• If you have bought, sold or gained information from our Classifieds, please donate to Muzzleloading Forum and give back.

    You can become a Supporting Member which comes with a decal or just click here to donate.

  • This community needs YOUR help today. We rely 100% on Supporting Memberships to fund our efforts. With the ever increasing fees of everything, we need help. We need more Supporting Members, today. Please invest back into this community. I will ship a few decals too in addition to all the account perks you get.



    Sign up here: https://www.muzzleloadingforum.com/account/upgrades

WANTED Anyone want a project?

Muzzleloading Forum

Help Support Muzzleloading Forum:

This site may earn a commission from merchant affiliate links, including eBay, Amazon, and others.

N.Y. Yankee

32 Cal.
Joined
Feb 27, 2013
Messages
602
Reaction score
674
I was given a .45 cal percussion rifle when I was 18, 35 years ago. The man built rifles by hand himself and had competed with bench guns but was near 90 at the time. He told me to wipe the bore with water with some Dawn in it, dry patches, then Hoppe's #9, AND THAT"S ALL! Since the barrel was pinned to the stock, he told me to "never try to take the gun apart." Which I did not, and I shot it quite a bit. This was the gun that got me started loving BPMLing. It is a full stock Penn. style gun with patch box even.

After some time, the lock became fouled enough that the hammer was falling slower and I could feel it. I resigned to strip the gun and clean it, so I did. Fortunately, I had been thorough with the bore cleaning and so it is still good. The stock and other parts are still good. My problem is the breech plug and tang are now 2 separate pieces, I need the right pins fit in the barrel keyes, maybe brown or blue the barrel, reassemble the gun and get it to go BOOM! It has been years since this gun was functional and Im getting a lot of flak for it. I have neither the time nor the place and tools, and probably the skill, to get her going again.

Id like to send her to someone who can do a good job rebuilding the gun. Of course we can work out the details in private but Id really like to get it done. I'd appreciate any suggestions too. Thanks.
 
I was given a .45 cal percussion rifle when I was 18, 35 years ago. The man built rifles by hand himself and had competed with bench guns but was near 90 at the time. He told me to wipe the bore with water with some Dawn in it, dry patches, then Hoppe's #9, AND THAT"S ALL! Since the barrel was pinned to the stock, he told me to "never try to take the gun apart." Which I did not, and I shot it quite a bit. This was the gun that got me started loving BPMLing. It is a full stock Penn. style gun with patch box even.

After some time, the lock became fouled enough that the hammer was falling slower and I could feel it. I resigned to strip the gun and clean it, so I did. Fortunately, I had been thorough with the bore cleaning and so it is still good. The stock and other parts are still good. My problem is the breech plug and tang are now 2 separate pieces, I need the right pins fit in the barrel keyes, maybe brown or blue the barrel, reassemble the gun and get it to go BOOM! It has been years since this gun was functional and Im getting a lot of flak for it. I have neither the time nor the place and tools, and probably the skill, to get her going again.
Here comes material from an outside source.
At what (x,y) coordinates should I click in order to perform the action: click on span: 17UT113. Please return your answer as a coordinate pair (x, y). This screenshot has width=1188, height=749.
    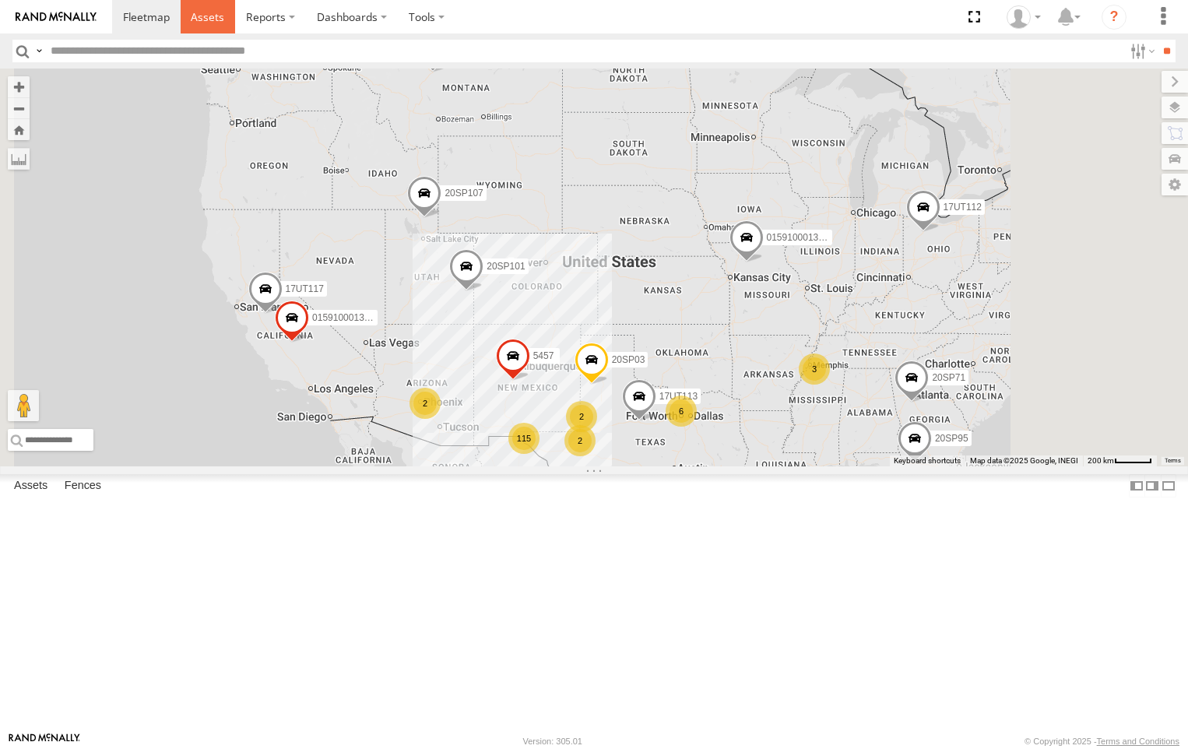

Id like to send her to someone who can do a good job rebuilding the gun. Of course we can work out the details in private but Id really like to get it done. I'd appreciate any suggestions too. Thanks.
Hi N.Y. Yankee

I’m interested in your project. What’s the best way to discuss this?
 
I apologize guys. I meant to make it clear that I would like to hire someone to finish this project for me and return it to me. It seems I did not quite achieve that point. Still open to any black powder gunsmith who is willing.
 
I apologize guys. I meant to make it clear that I would like to hire someone to finish this project for me and return it to me. It seems I did not quite achieve that point. Still open to any black powder gunsmith who is willing.
We can discuss, let me know where your located, close to Binghamton?
 
Don't sound like to big of a job...I'm betting if you posted pics in the gunsmithing forum here ,,you would get enough info to walk you through all you need to do to be up and shooting again.